YearFirst memberFirst partySecond memberSecond party
April 1640 William Scawen William Code
November 1640 Thomas LowerRoyalist Francis BullerParliamentarian
January 1644 Lower disabled to sit - seat vacant
1647 John Moyle
December 1648 Buller excluded in Pride's Purge - seat vacant
1653 East Looe was unrepresented in the Barebones Parliament
1654 Major John Blackmore In the First and Second Parliaments
of the Protectorate, one MP was elected jointly
for East Looe and West Looe
1656 John Buller[2]
January 1659 John Kendall
May 1659 Not represented in the restored Rump
1660 Henry Seymour Jonathan Trelawny
1661 Robert Atkyns
1673 Walter Langdon
1677 Charles Osborne
1679 Sir Jonathan Trelawny
1681 John Kendall
1685 Charles TrelawnyTory Sir William TrumbullWhig
1689 Henry Trelawny
1699 Sir Henry Seymour
1701 Francis Godolphin[3]
February 1702 George Courtenay
July 1702 Sir John Pole
1705 George Clarke
1708 Harry Trelawny
1710 Thomas Smith
1713 Sir Charles HedgesTory Edward Jennings
1715 John SmithWhig Sir James Bateman
1718 Horatio Walpole [4]
1722 William Lowndes
January 1724 Viscount MalpasWhig
February 1724 Sir Henry Hoghton
1727 Charles Longueville Sir John Trelawny
1734 Edward Trelawny[5]
1735 Samuel Holden
1740 Henry LeggeWhig
1741 Francis GashryWhig James BullerTory
1747 John Buller [6]
1762 The Viscount Palmerston
1768 Richard Hussey
1770 Richard Leigh
1772 John Purling
1774 Sir Charles Whitworth
January 1775 Thomas Graves
June 1775 William Graves
1783 John HamiltonTory
1784 William Graves
May 1786 Alexander IrvineTory
September 1786 Richard GrosvenorTory
1788 Viscount BelgraveTory
February 1790 The Earl of CarysfortTory
June 1790 Robert WoodTory Hon. William Wellesley-PoleTory
1795 Charles ArbuthnotTory
1796 John BullerTory William GravesTory
1798 Frederick William BullerTory
May 1799 John SmithTory
July 1799 Sir John Mitford[7] Tory
February 1802 James BullerTory
July 1802 Sir Edward BullerTory John BullerTory
1807 David VanderheydenTory
1816 Thomas Potter MacqueenTory
1820 George Watson-TaylorTory
March 1826 Lord PercevalTory
June 1826 William LascellesTory James Drummond Buller-ElphinstoneTory
1829 Henry Thomas Hope[8]Tory
1830 Thomas Arthur KemmisTory
1832 Constituency abolished

See also

Notes

  1. History of Parliament: House of Commons 1715-1754, ed. R. Sedgwick, 1970
  2. In 1659, Buller was also elected for Saltash.
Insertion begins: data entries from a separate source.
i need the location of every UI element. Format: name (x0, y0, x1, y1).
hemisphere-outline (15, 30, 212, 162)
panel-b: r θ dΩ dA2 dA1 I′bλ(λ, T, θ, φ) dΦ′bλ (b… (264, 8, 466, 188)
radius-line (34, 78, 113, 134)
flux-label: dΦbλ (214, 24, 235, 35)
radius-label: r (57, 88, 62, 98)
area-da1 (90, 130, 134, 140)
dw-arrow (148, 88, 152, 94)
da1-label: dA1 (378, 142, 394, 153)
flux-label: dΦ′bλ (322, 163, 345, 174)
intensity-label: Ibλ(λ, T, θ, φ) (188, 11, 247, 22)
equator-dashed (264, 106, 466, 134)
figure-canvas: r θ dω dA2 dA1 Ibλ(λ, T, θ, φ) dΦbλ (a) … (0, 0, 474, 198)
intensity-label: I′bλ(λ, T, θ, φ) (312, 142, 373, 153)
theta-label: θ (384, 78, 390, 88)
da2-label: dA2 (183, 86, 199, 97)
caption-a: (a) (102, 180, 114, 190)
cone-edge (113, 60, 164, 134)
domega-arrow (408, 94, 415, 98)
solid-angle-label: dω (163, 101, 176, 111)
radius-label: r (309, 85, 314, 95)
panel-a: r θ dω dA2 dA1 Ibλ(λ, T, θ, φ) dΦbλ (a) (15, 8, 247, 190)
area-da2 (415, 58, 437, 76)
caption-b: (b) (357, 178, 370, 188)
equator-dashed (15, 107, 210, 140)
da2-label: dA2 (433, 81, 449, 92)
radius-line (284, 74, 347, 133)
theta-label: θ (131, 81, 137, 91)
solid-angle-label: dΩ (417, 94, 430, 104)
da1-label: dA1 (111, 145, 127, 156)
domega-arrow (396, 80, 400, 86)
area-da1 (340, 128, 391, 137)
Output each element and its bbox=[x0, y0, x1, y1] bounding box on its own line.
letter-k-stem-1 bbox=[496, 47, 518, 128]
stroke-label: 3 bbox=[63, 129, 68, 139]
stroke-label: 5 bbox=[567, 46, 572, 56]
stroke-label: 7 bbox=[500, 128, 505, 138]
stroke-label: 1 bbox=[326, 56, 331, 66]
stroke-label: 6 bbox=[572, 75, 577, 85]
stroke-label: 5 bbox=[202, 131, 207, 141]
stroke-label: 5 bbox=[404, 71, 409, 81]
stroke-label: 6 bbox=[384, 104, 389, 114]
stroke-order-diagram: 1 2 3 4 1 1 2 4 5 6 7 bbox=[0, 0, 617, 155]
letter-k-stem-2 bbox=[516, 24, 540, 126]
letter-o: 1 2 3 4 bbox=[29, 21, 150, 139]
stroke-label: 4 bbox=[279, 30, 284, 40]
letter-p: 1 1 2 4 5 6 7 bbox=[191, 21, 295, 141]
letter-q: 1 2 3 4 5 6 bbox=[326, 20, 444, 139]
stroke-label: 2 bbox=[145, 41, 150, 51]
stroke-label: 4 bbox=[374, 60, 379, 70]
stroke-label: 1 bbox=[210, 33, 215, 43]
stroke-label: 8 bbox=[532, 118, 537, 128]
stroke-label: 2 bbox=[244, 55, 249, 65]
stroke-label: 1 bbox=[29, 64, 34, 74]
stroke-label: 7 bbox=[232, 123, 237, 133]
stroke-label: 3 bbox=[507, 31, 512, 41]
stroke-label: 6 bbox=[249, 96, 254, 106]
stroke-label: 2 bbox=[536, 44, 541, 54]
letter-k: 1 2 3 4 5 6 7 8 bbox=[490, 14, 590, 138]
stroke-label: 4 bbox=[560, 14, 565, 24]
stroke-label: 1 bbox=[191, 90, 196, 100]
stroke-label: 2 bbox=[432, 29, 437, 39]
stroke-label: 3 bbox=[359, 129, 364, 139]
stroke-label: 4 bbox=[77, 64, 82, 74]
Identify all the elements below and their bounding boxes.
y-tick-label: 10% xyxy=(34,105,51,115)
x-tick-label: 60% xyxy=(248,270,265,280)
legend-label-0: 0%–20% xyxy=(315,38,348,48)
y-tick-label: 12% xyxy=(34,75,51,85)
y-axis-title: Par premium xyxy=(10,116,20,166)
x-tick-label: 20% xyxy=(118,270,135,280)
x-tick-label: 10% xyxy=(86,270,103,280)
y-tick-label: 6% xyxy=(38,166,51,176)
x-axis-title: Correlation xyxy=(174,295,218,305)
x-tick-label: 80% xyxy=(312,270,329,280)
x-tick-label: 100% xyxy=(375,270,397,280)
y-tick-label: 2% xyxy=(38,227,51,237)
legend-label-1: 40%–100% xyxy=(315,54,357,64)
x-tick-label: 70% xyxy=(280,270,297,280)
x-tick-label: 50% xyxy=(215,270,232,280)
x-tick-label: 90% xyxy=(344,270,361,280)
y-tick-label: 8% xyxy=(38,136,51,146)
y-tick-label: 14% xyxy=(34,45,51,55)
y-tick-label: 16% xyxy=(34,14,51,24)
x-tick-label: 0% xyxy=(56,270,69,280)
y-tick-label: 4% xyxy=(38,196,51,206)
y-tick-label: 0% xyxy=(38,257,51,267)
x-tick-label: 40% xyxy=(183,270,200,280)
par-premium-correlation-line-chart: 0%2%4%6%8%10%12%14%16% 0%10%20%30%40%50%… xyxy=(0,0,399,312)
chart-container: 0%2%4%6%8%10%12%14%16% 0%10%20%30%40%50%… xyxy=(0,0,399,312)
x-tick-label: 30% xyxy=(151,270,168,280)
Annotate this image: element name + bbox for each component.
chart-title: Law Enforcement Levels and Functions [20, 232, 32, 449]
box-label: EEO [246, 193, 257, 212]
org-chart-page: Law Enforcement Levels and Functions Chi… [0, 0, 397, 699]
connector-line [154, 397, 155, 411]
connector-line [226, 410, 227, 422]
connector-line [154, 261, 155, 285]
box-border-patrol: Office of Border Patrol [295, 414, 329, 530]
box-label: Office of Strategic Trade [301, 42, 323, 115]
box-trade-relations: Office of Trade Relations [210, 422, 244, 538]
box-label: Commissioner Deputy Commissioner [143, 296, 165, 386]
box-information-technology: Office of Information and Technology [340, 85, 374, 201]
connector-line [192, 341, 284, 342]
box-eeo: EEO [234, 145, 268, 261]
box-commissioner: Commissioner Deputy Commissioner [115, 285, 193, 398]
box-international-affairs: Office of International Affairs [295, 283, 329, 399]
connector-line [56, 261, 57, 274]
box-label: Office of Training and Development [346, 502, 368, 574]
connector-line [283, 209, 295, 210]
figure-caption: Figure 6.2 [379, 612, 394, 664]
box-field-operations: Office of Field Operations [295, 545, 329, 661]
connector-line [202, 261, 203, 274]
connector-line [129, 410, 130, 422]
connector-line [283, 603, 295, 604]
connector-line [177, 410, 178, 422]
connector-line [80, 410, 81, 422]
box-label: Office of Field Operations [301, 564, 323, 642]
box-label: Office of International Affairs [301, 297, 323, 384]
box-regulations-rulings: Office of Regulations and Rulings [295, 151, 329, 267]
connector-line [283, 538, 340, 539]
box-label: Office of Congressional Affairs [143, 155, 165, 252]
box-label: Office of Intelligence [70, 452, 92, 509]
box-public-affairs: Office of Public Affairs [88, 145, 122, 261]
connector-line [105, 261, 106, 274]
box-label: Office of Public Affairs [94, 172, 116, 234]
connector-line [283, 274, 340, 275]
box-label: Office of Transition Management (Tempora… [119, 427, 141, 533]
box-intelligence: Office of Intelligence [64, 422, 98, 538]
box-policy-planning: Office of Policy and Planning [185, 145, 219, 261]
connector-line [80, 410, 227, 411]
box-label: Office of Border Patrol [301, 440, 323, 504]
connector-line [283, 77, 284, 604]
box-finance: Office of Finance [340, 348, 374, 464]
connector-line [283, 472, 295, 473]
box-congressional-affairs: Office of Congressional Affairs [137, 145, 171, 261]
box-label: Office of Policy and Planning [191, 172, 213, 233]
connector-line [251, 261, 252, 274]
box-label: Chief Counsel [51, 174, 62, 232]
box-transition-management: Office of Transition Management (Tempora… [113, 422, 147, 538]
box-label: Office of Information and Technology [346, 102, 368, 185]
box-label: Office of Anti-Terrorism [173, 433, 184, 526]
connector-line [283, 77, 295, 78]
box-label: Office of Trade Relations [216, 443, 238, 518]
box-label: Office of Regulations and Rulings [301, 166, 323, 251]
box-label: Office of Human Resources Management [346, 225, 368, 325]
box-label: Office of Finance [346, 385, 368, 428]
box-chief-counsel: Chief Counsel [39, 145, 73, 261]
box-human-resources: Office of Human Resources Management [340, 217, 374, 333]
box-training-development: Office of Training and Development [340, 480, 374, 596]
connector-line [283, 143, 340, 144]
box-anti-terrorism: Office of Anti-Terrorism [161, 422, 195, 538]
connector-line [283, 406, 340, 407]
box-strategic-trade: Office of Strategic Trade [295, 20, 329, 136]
He chose to sit for East Looe.
  3. Godolphin was also elected for Helston, which he chose to represent, and never sat for East Looe
  4. Walpole was re-elected in 1722 but had also been elected for Great Yarmouth, which he chose to represent, and did not sit again for East Looe
  5. Trelawny was a Commissioner of Customs at the time of election, which made him ineligible, and his election was void
  6. "Buller, John (1721-86), of East Looe and Bake, Cornw". historyofparliamentonline.org. Retrieved 7 July 2016.
  7. Mitford was the Speaker of the House of Commons 1801-1802
  8. This person was Henry Thomas Hope who is described in ODNB by Mary S. Millar, ‘Hope, Henry Thomas (1808–1862)’, Oxford Dictionary of National Biography, Oxford University Press, 2004 accessed 5 June 2008, not his father, of the same name.